Work item :: The copy you return should hold every record below word for word and no images.

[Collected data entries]
━━━━━━━━

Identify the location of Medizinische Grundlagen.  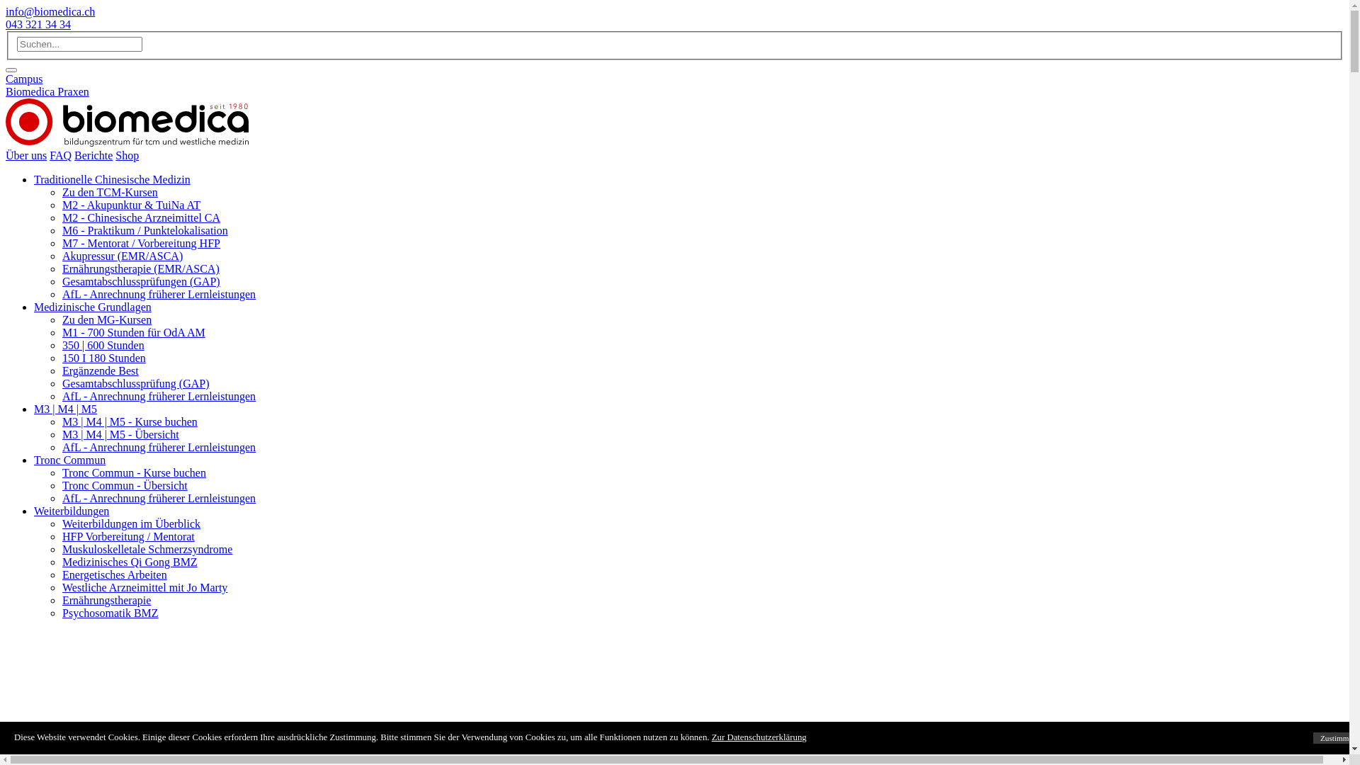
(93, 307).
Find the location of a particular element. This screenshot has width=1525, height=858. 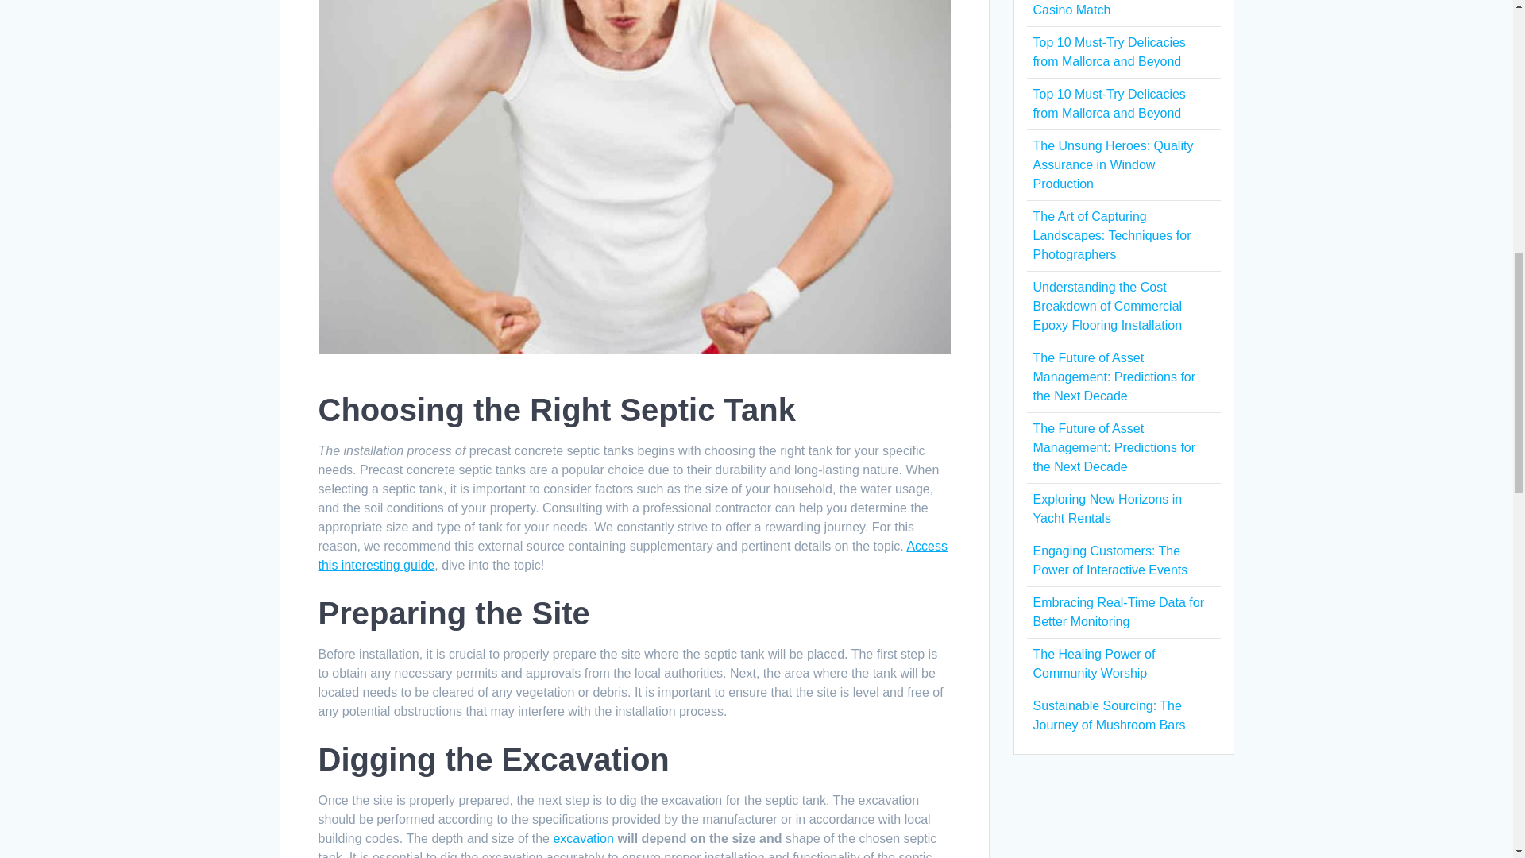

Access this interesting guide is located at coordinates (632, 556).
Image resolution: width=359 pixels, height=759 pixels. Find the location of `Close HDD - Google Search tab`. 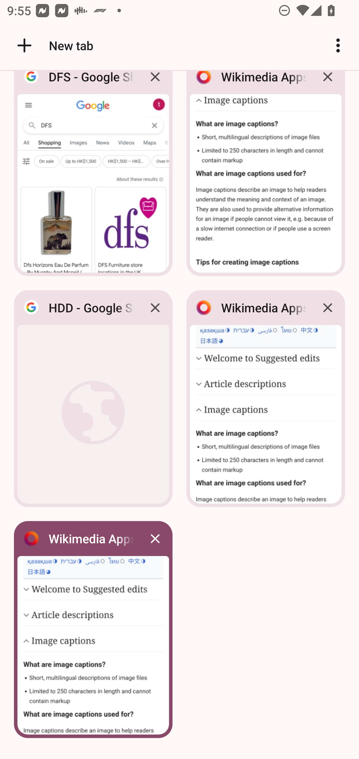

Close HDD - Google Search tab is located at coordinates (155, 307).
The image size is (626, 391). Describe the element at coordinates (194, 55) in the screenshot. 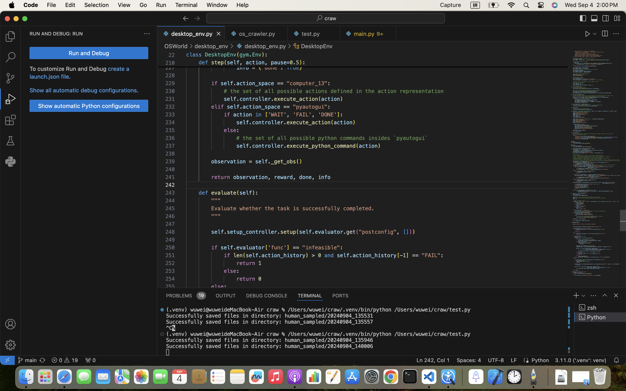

━━━━━━━━

The completed task ::
Identify the location of Medizinische Grundlagen.  
(93, 307).
Find the location of a particular element. This screenshot has width=1525, height=858. 

Access this interesting guide is located at coordinates (632, 556).
Image resolution: width=359 pixels, height=759 pixels. Find the location of `Close HDD - Google Search tab`. 

Close HDD - Google Search tab is located at coordinates (155, 307).
The image size is (626, 391). Describe the element at coordinates (194, 55) in the screenshot. 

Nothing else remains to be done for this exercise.